Olga had told Istamel simply that they had a way of communicating secretly with one of the American intelligence services. She hadn’t said how. Paula would have been happier if Olga hadn’t said anything at all, but Olga evidently regarded the whole business as sufficiently serious to warrant his involvement and advice. Paula wasn’t sure what position or influence the Turk had that should cause Olga to value his opinion in this way – but people didn’t ask unnecessary questions in Zamork. And besides, Olga must have had good reason to consider him reliable, for they were talking about her own channel to Ivan, too.

“Look, I’m not sure you quite understand,” Paula said. “What my opinions might be as an individual, and my capacity in the mission that I came here on, are not the same thing. Intelligence work isn’t what I do. I’m a scientist. I was only in a technical-support role.”

“But you came on an intelligence mission, all the same,” Olga said. “Doesn’t that make it just as much your duty to report back what you can?”

Paula drew a deep breath. “I still don’t like the thought of deciding something like this on my own. Why can’t we get Lew Earnshaw up here? Maybe if you two tried talking to him, it might make him see sense. Couldn’t we at least give it a try first?”

“The Crypt is cut off,” Istamel reminded her. “We can’t get him up here.”

“Is that maintenance crew still working down the shaft?”

“It’s worse than it was this morning. They’ve got half the wall opened up and cables everywhere. It could go on for days.”

“And do you have days?” Olga asked. “Remember how urgent Tycoon’s last message sounded. We don’t know what might be going on down there. A crucial situation may have developed, and its outcome could depend on what we know. Nobody’s going to hold anything against you for doing what you thought might help prevent a war.”

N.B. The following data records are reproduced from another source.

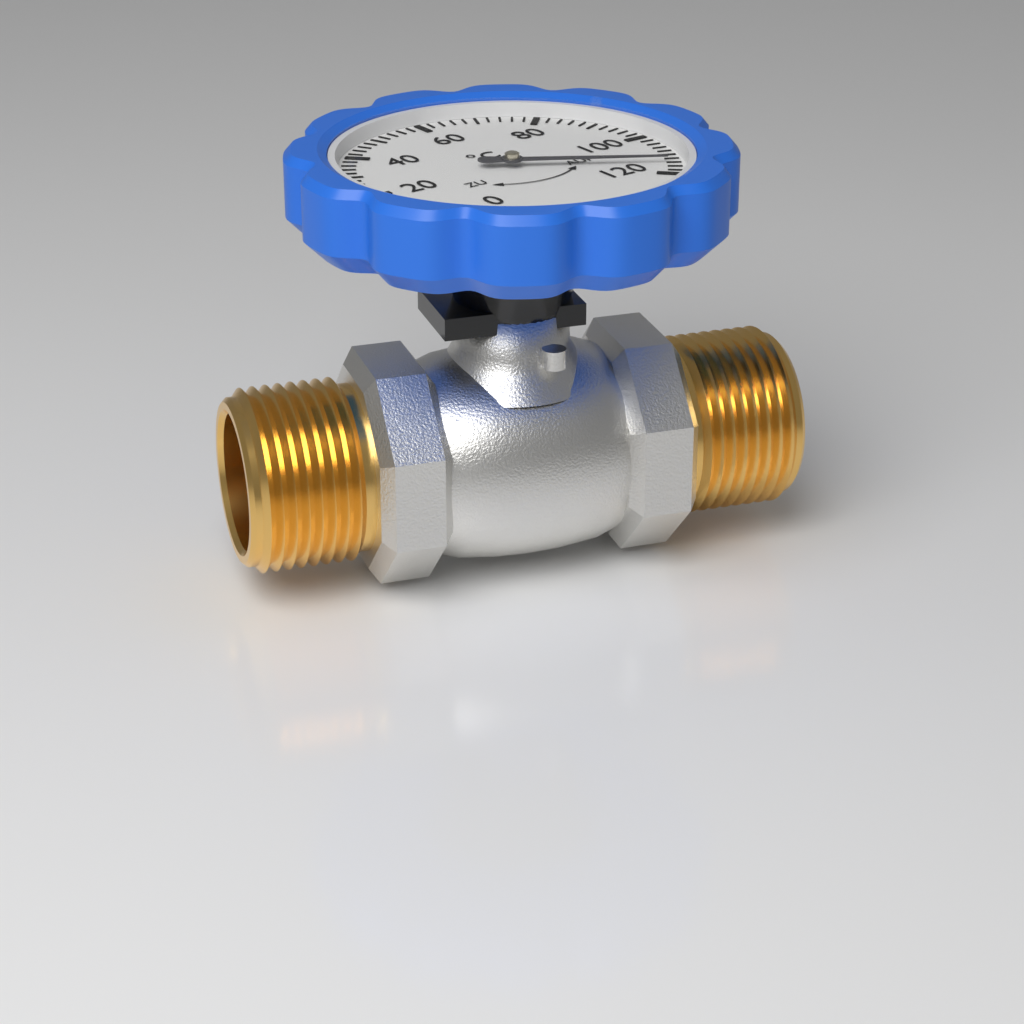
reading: 114 °C
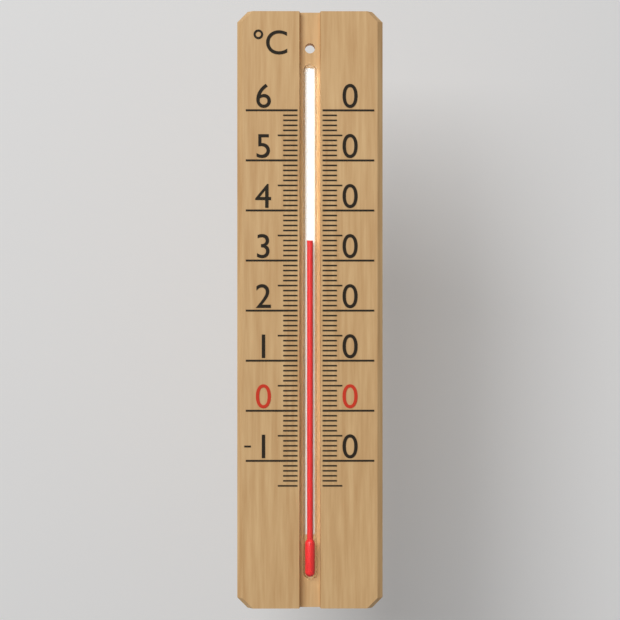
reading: 34 °C
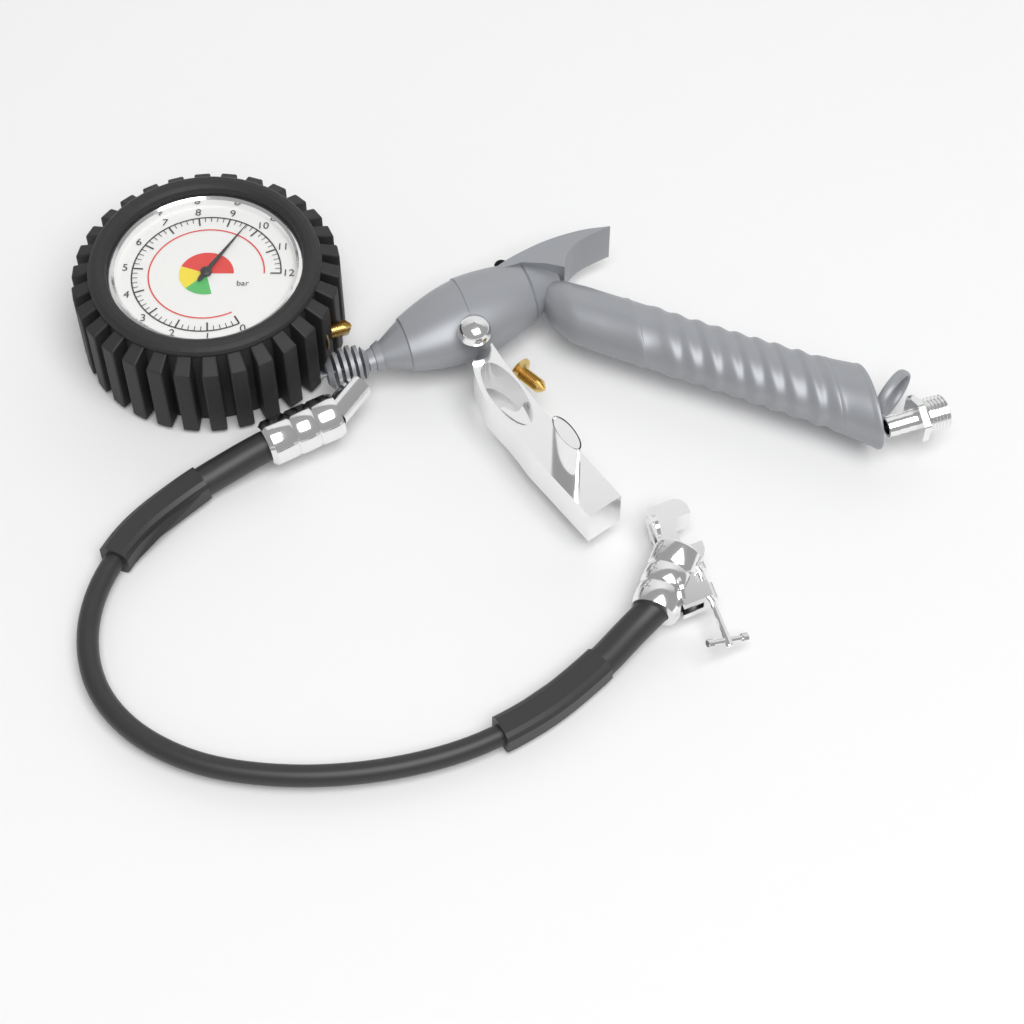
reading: 9.6 bar
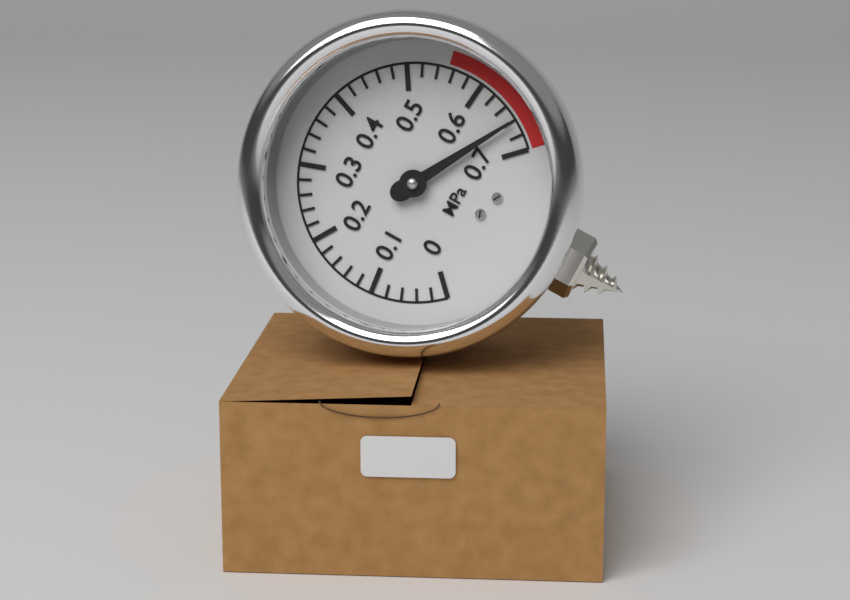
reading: 0.66 MPa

“Yes, it might prevent a war,” Eban repeated, nodding gravely as if the realization had only just struck him. “A war that would affect everybody in the world, wherever they are, whatever side they are on, and even if they’re not interested in either side. Perhaps this is a situation where it is not possible to permit the luxury of thinking like an American. You must try to think just as a member of humanity – of a community that knows no frontiers, whose only interest lies in truth.”

“Like a
scientist
!” Olga said.

A long silence followed. Paula continued staring out the window. The scene outside hadn’t changed, and wouldn’t change. Neither would her predicament. The decision had to be faced. There was no escaping it. She turned. Olga and Istamel were waiting silently, she at the table, he still leaning by the far door. Paula looked at them for a moment longer, but capitulation was already written in her eyes. She came back to the table, sat down heavily, looked across to Olga, and nodded, “The completion for ‘Moon’ is ‘Rise,’” she said.

Olga drew the sheet of paper over and wrote the word in the first of the blank spaces. She looked up. “And a new initiation word from your list?”